Spanish-Speaking Medical Workers Needed Growing Hispanic Population Requires Bilingual Staffers

Associated Press

Mayra Ruiz grimaces as a physician’s assistant sticks a needle in her big toe, numbing it before he works on her infected toenail.

In some doctors’ offices, Ruiz, who speaks only Spanish, might have a hard time understanding what is going on or how to care for her toe.

She is lucky because David Miller, her physician’s assistant at Terry Reilly Health Services in Nampa, is bilingual.

But there are not enough David Millers to go around. Nampa’s Mercy Medical Center, Terry Reilly medical clinics and other Canyon County health facilities always are trying to recruit health-care professionals who speak Spanish.

“We advertise for bilingual nurses,” said Dr. Bob LeBow, medical director of Terry Reilly. “We advertise, but we can’t get them.”

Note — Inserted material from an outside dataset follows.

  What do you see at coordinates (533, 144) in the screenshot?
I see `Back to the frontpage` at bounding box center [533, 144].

In January 1995, an estimated 14.9 percent, or 15,854 of Canyon County’s 106,400 residents were Hispanic, up from an estimated 13.1 percent in 1990. Canyon County is home to more Hispanics than any other Idaho county.

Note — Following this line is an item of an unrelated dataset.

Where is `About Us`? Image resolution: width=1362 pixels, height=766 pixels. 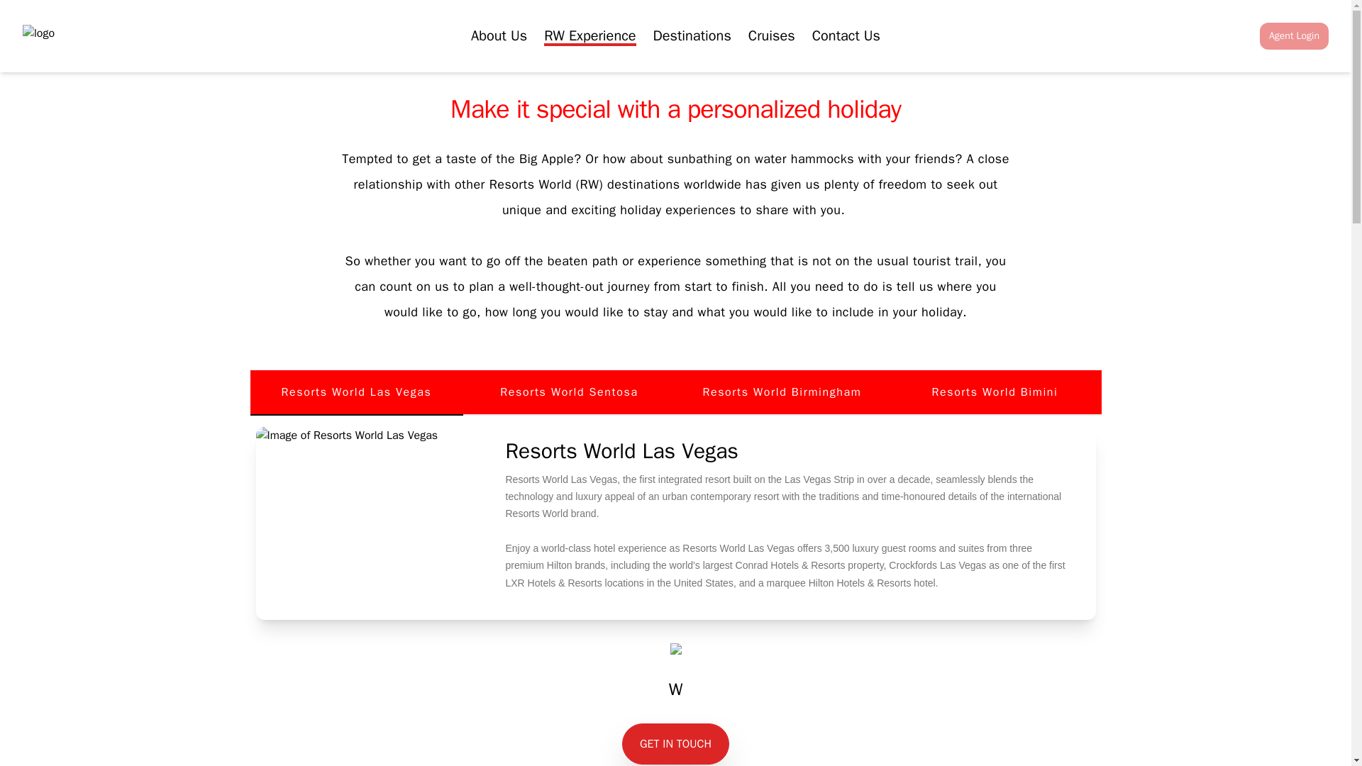
About Us is located at coordinates (499, 35).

Boise State University, which is training more workers to care for them, will hold a conference this week in honor of slain civil rights leader Martin Luther King Jr.

Hilary Straub, associate professor of nursing, will talk about the language and cultural barriers facing Hispanic patients.

Translators are all right, as long as they understand the doctor well enough to translate correctly, Straub said.

“What do you call the uterus, and then what does the client call the uterus?” Straub asked.

At Mercy Medical Center, about 15 percent of 7,000 to 8,000 inpatients each year are Hispanic. In the maternity unit, it is 20 percent.

Some Hispanic patients not only speak a different language, but have different cultural notions about health care.

For example, some couples ask LeBow whether they should place a quarter on their newborn babies’ belly buttons, “to keep the belly button in, so it doesn’t come out,” LeBow said.

“I say I don’t think it does any good, but it doesn’t do any harm either,” he said. “If you want to do it, you can. I never belittle it.”

To help them, more than half the clinical staff at Terry Reilly clinics speak English and Spanish, said LeBow, who is bilingual.

“What if you were in Mexico and you got sick and you had to go to a clinic where no one spoke English, and everybody there was Hispanic?” he asked.